Whenever I have to do an upgrade on this machine, I have to carefully look for dkms or initram errors, as I have put myself in a stinky corner once, and I’d rather not do it again. I generally prune the snapshot manually before doing anything.

Is there a better way to handle this whole thing? Maybe having snapshot created by an initramfs hook, instead of sanoid?

I’m not entirely certain I understand the issue. What do you want to happen differently?

I’m trying to find a way to trigger the snapshot only when an updated or new initramfs is created, preferably before the process starts. I’ve found a hook for post-completion, but not one that is called at start of initramfs creation.

The issue I have is that there are independent parts of the OS that create backups and a 1G partitions fills very quickly if you also have sanoid taking regular snapshots. And recovering from a “didn’t create the initramfs because there was no space” error is not nice, if you happen to not be looking at the screen while the message flashes through.

I really wish there were beadm for debian, but that seems to be deeply intertwined with pkg, somewhere in the illumos sources.

need to have a look at zfsbootmenu…

I would reduce the retention on the boot pool snapshots.

When do you ever need to go back weeks or months?

Besides, initramfs issues are easily fixed with a usb boot/rescue drive so I don’t even see the need for more than 1 snapshot.

Then there’s another issue. Say there is an issue with initramfs, your system won’t boot. How will you revert? You’d need to boot from a rescue usb drive or something right? Or perhaps youre able to select a previous working snapshot at boot time?

Either way, I don’t see the use for more than a few snapshots.

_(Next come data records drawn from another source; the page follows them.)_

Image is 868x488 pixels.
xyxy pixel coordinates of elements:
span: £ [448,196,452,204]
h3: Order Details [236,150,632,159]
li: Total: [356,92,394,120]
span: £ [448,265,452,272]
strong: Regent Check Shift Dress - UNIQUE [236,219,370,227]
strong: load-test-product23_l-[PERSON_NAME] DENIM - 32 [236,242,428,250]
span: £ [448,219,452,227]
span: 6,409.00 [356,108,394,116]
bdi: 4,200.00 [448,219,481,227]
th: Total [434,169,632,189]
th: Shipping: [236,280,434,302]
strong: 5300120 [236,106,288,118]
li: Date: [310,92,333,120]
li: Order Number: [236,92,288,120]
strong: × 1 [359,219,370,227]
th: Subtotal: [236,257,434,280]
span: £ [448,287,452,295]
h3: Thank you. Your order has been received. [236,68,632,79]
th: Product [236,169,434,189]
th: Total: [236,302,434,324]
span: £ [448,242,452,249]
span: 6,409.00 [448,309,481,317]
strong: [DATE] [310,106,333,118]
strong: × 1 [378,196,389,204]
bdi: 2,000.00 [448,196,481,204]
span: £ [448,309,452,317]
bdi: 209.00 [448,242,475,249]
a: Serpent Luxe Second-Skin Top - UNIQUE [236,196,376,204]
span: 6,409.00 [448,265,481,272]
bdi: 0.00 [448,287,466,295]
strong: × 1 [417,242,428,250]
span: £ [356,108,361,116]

need to have a look at zfsbootmenu…

That is definitely a MUCH better way to go for bootable zfs on root. Much, MUCH better. The only real downside I’ve found is that it has a hard dependency on fully-implemented UEFI that has made it unusable on some older (sixth gen Intel processor) motherboards that didn’t seem to implement all of the stack properly (no efi vars exposed according to the kernel, even after a UEFI boot).

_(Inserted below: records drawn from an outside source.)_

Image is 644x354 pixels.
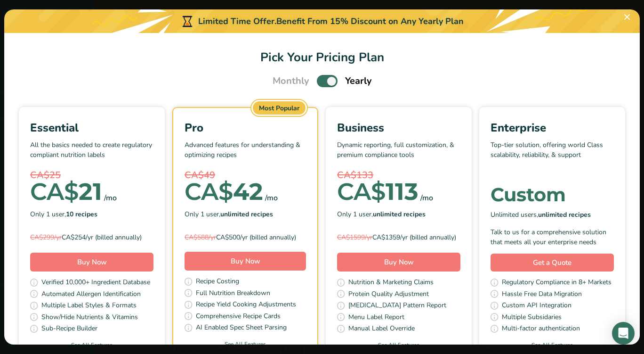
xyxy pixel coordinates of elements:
[231,256,261,266] span: Buy Now
[196,299,296,311] span: Recipe Yield Cooking Adjustments
[184,251,306,271] button: Buy Now
[30,233,61,242] span: CA$299/yr
[30,209,97,219] span: Only 1 user,
[502,312,562,324] span: Multiple Subsidaries
[42,300,137,312] span: Multiple Label Styles & Formats
[384,257,414,267] span: Buy Now
[348,289,429,300] span: Protein Quality Adjustment
[30,253,153,271] button: Buy Now
[19,341,165,349] a: See All Features
[42,289,141,300] span: Automated Allergen Identification
[502,289,582,300] span: Hassle Free Data Migration
[502,324,581,335] span: Multi-factor authentication
[30,140,153,168] p: All the basics needed to create regulatory compliant nutrition labels
[337,253,461,271] button: Buy Now
[612,322,635,345] div: Open Intercom Messenger
[337,140,461,168] p: Dynamic reporting, full customization, & premium compliance tools
[491,253,614,272] a: Get a Quote
[491,140,614,168] p: Top-tier solution, offering world Class scalability, reliability, & support
[421,193,433,204] div: /mo
[491,119,614,136] div: Enterprise
[337,168,461,183] div: CA$133
[16,48,629,66] h1: Pick Your Pricing Plan
[30,119,153,136] div: Essential
[326,341,472,349] a: See All Features
[348,300,446,312] span: [MEDICAL_DATA] Pattern Report
[184,233,216,242] span: CA$588/yr
[196,276,239,288] span: Recipe Costing
[345,74,372,88] span: Yearly
[104,193,117,204] div: /mo
[30,168,153,183] div: CA$25
[502,277,612,289] span: Regulatory Compliance in 8+ Markets
[491,227,614,247] div: Talk to us for a comprehensive solution that meets all your enterprise needs
[538,210,591,219] b: unlimited recipes
[220,210,273,219] b: unlimited recipes
[173,340,317,348] a: See All Features
[184,209,273,219] span: Only 1 user,
[337,209,426,219] span: Only 1 user,
[184,140,306,168] p: Advanced features for understanding & optimizing recipes
[337,233,372,242] span: CA$1599/yr
[276,15,464,28] div: Benefit From 15% Discount on Any Yearly Plan
[196,311,281,323] span: Comprehensive Recipe Cards
[30,232,153,242] div: CA$254/yr (billed annually)
[196,322,287,334] span: AI Enabled Spec Sheet Parsing
[30,183,102,201] div: 21
[348,312,405,324] span: Menu Label Report
[533,257,572,268] span: Get a Quote
[196,288,270,300] span: Full Nutrition Breakdown
[30,177,79,206] span: CA$
[502,300,572,312] span: Custom API Integration
[77,257,107,267] span: Buy Now
[272,74,309,88] span: Monthly
[42,312,138,324] span: Show/Hide Nutrients & Vitamins
[337,119,461,136] div: Business
[66,210,97,219] b: 10 recipes
[42,324,97,335] span: Sub-Recipe Builder
[373,210,426,219] b: unlimited recipes
[265,193,278,204] div: /mo
[348,324,415,335] span: Manual Label Override
[337,177,385,206] span: CA$
[337,183,419,201] div: 113
[491,185,614,204] div: Custom
[253,101,305,114] div: Most Popular
[491,210,591,220] span: Unlimited users,
[479,341,625,349] a: See All Features
[184,183,263,201] div: 42
[337,232,461,242] div: CA$1359/yr (billed annually)
[184,232,306,242] div: CA$500/yr (billed annually)
[4,9,640,33] div: Limited Time Offer.
[348,277,434,289] span: Nutrition & Marketing Claims
[184,168,306,183] div: CA$49
[42,277,150,289] span: Verified 10,000+ Ingredient Database
[184,177,233,206] span: CA$
[184,119,306,136] div: Pro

I think I’ve been living under a rock, because only recently have I been hearing about zfsbootmenu.

You should be able to turn off backups for the initrd.img or turn off automatic updates since Debian will sometimes update the initrd.img for things not necessary to boot the system. You’ll have to remember to manually run update-initramfs when you update your system. You can also change the compression type to make the files smaller. Have a look at /etc/initramfs-tools/initramfs.conf and /etc/initramfs-tools/update-initramfs.conf.